A brother of John Johnston of New York, Robert also emigrated to America. This is his story.

Robert Johnston, Haugh of Urr and New Jersey

Robert Johnston, son of John Johnston of Millbank [Haugh of Urr], was born on July 7, 1804, and as a boy attended the Dumfries School. When his brother John (of New York) visited Scotland in 1832, he saw Robert for the first time, as the latter had been born after his departure for the New World.

When his brother Alexander came to Charleston in 1835 he spoke of Robert as having previously been in business (cotton, etc.) in Augusta and Savannah, making his home in the former place. He afterwards went to Richmond, Virginia, where he did "a large dry goods business under the firm name of Triplett & Johnston. Mr. Johnston retired from that firm, and came in 1837 to New York and formed with Silas Wood and Francis Burritt the firm of Wood, Johnston & Burritt. The new house took all the dry goods business formerly done by Boorman, Johnston & Co., for some years and did the largest business in the city." (Old Merchants of New York.) According to the directories they were "commission merchants" and "importers." John Johnston had provided this position for his brother, and according to his will in 1841, "assigned to him, up to this time, my one-tenth of the profits of said Co-partnership."

In October 1843 Robert, with Mr. Meldrum (formerly of Dundee) "leased two lots at Paterson, New Jersey, belonging to the estate of Lorillard" and commenced to erect thereon a factory for the "manufacture of Hemp and Flax," Mr. Meldrum purchasing the machinery for it in Dundee. This was the modest beginning of the "Dolphin Mills." Robert and Alexander Johnston and Francis Burritt seem to have been the only partners, although John Johnston offered a loan of $20,000. Burritt & Johnston (Alexander) were agents for selling the goods of the factory, and it is evident from his letters that John T. Johnston also became an agent for the Dolphin upon his return from Europe in the summer of 1845, corresponding with customers, ordering machinery, etc. Mr. Meldrum suggested in 1847 that the roof of the mill be raised, giving another story, and that heckles be put in so that they might heckle their own tow and do it by hand. There was great difficulty in finding anyone who knew how to make the steel heckle pins, and having found such a man in Philadelphia, it was difficult to get him to finish them, as he was drunk most of the time! They were also hampered by a "short strike" among the mill hands, who wished that the mills be heated in winter!

Mindful of his own good fortune in the New World, Robert in speaking of his brothers Samuel and James says in a letter to his brother John in 1843, "I still think it would be better for these chaps to come out and settle down in the West somewhere and I have lately had some indirect correspondence through a friend with a view of buying a section (320 acres) in Ohio near Perrysburg, which can be done at $1.25 to $1.75 per acre comprising prairie and wood, with a view of bringing them out." This idea seems, however, to have come to naught.

When Robert Johnston began to build the mills in 1844, he moved his residence to Paterson, New Jersey, and his brother Alexander died at his house there in 1845. O" June 28, 1848, St. Paul's Episcopal Church was destroyed by fire, and the Paterson newspaper gives the following account of the death of Robert Johnston at that time.

". . . A gloom was spread over our town when it was announced that a life had been lost during the conflagration. Mr. Robert Johnston, late of the firm of Wood, Johnston & Burritt, of New York, was killed in the church. He, with several others, was endeavouring to remove the organ from the gallery while the roof was on fire above them. The flames had been progressing under the roof for some time, and to all appearance inside, there was no danger in the work in which they were engaged. But the fire doubtless burnt off the support of the ceiling, and let the whole mass of timbers and mortar down to the body of the church below. Those in the gallery were all more or less injured by the fall of the ceiling. Mr. Johnston and a man named Decker (as we learn) were near each other at the time of the accident, and Mr. Decker says the same heap of materials knocked both down. He was stunned by the blow, and on recovering, found himself below the mass, almost roasting with the heat. Releasing himself from his position he ran to the stairway, and finding it impassable by reason of the flames, he returned to the gallery and leaped to the floor below, and thence escaped from the rear of the building. — We have no doubt, judging from all the circumstances, that the fall of the ceiling proved fatal to Mr. Johnston at once. The weight of mortar was great; and falling from the height of the ceiling, with the additional weight of timbers or wood work, on which the plaster was laid, in all probability it struck him lifeless on the spot. But a very small portion of his remains could be found after the fire."

He was interred in his brother John's vault at Greenwood. — Mrs. Emily de Forest.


What is required:
What lines in the records below hold the string "Population"? Please show them.

[Data entries for graphics]
::::::::::

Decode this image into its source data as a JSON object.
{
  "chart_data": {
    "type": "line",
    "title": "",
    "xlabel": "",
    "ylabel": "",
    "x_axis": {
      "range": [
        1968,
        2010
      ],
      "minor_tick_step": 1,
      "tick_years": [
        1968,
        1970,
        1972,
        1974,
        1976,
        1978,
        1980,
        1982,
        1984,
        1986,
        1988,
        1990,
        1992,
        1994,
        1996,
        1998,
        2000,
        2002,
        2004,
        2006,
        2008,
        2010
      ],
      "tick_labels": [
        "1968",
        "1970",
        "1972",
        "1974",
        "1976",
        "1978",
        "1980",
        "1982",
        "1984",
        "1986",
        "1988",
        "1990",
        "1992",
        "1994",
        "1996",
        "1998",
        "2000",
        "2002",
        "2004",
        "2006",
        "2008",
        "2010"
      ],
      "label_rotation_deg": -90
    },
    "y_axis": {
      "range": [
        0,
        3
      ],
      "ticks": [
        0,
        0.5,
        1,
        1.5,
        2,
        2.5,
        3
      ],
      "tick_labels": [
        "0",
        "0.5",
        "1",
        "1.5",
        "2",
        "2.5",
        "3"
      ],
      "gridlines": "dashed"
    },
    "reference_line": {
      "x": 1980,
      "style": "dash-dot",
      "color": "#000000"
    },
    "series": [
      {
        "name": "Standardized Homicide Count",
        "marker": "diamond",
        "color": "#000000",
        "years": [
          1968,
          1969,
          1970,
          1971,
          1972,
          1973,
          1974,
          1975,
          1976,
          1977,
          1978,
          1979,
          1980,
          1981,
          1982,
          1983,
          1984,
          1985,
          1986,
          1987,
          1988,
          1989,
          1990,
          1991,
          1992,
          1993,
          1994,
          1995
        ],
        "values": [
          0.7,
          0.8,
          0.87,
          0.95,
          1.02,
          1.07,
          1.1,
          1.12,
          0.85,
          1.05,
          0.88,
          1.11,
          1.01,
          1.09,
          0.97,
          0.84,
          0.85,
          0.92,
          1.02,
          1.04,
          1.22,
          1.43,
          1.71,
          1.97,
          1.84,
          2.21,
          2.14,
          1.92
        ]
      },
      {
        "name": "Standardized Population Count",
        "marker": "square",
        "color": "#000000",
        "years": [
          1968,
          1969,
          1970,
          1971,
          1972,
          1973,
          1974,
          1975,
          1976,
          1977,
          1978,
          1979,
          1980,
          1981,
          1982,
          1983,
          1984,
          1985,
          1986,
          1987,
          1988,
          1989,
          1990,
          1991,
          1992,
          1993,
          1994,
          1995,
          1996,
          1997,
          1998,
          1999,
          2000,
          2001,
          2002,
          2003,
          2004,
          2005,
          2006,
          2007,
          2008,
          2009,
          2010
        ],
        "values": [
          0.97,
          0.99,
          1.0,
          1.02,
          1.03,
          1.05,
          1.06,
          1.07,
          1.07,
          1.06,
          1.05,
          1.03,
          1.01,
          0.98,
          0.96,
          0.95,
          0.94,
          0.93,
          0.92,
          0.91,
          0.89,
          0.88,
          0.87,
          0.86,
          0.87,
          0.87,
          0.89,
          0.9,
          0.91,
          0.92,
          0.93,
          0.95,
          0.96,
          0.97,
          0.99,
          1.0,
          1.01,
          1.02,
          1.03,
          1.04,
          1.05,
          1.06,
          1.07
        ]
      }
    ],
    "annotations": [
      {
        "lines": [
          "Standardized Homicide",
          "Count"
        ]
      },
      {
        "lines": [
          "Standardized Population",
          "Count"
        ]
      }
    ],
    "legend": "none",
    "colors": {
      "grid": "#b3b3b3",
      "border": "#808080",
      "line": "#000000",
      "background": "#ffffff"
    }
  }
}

::::::::::

Written solution:
        "name": "Standardized Population Count",
          "Standardized Population",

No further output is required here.